Holder also compared the Jewish principle of tikkun olam, or repairing the world, with the language in the preamble of the U.S. Constitution on building a "more perfect union," and said the Justice Department is trying to "repair what is broken and try to do what we do better."

Citing "rabbinic wisdom" from Pirkei Avot that "it is not incumbent on you to complete the task, but neither are you free to desist from trying," Holder said, "We may not be able to repair the world fully, but we must try."

Also appearing at last night’s AJC’s event — which was downsized this year in these difficult economic times from the usual Thursday night massive dinner into a smaller "reception" with hors d’oeuvres beforehand — was Italian Foreign Minister Franco Frattini:

WASHINGTON (JTA) — The foreign minister of Italy said his country’s "friendship with the state of Israel and the Jewish people is a key plank of our foreign policy."

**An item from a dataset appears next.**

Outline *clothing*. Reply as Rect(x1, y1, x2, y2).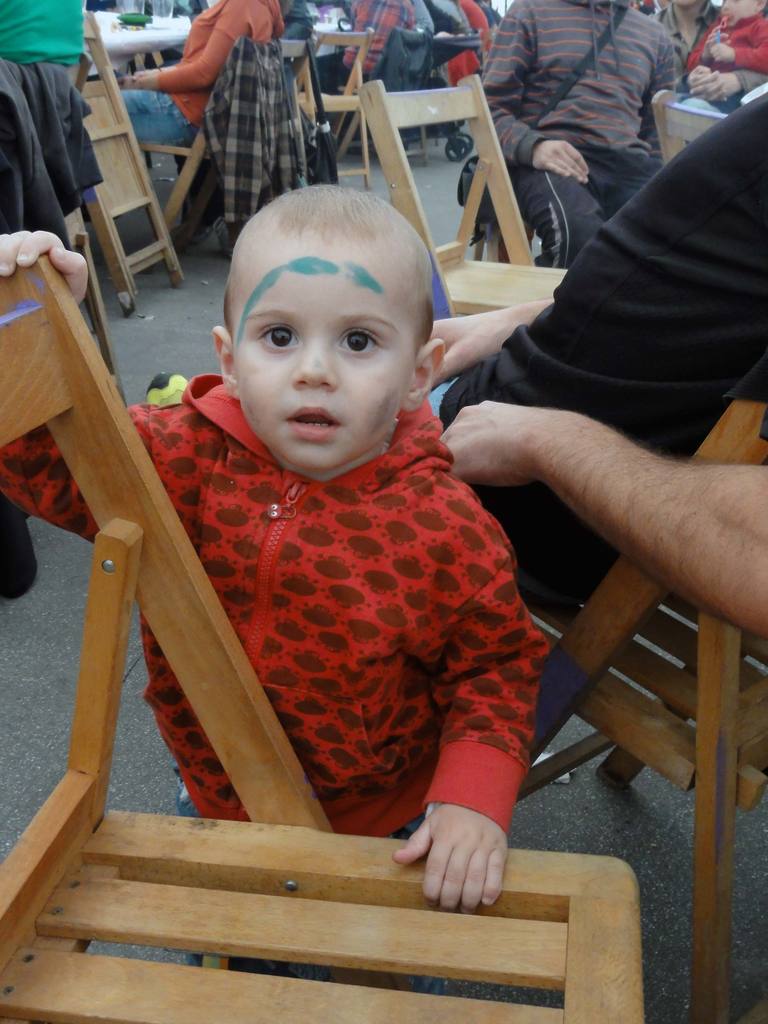
Rect(692, 6, 767, 73).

Speaking at the American Jewish Committee’s annual meeting on Thursday evening, Franco Frattini also discussed his country’s decision to boycott last month’s so-called Durban II conference on racism held in Geneva.

The Obama administration joined Jewish groups and several other countries in boycotting the U.N. sponsored Durban Review Conference because of the failure of organizers to persuasively disassociate the conference from its 2001 predecessor in Durban, South Africa, which devloved into an anti-Jewish and anti-Israel forum.

"We could not legitimize a message of hate," Frattini said. He said his country’s decision not to attend was designed to "strengthen the legitimacy" and "credibility of the United Nations."

But Frattini said the conference was a "missed opportunity" because "Europe was divided and hesitant."

"The European Union must learn to speak with one voice," he said. Frattini also said he hoped the United States’ decision to become a candidate for membership in the UN’s Human Rights Council "is a sign there could be room" for the body to improve its role and become depoliticized.

He also said Israel’s "right to security and to defend itself is strictly non-negotiable and that Iran acquiring nuclear weapons is "not acceptable."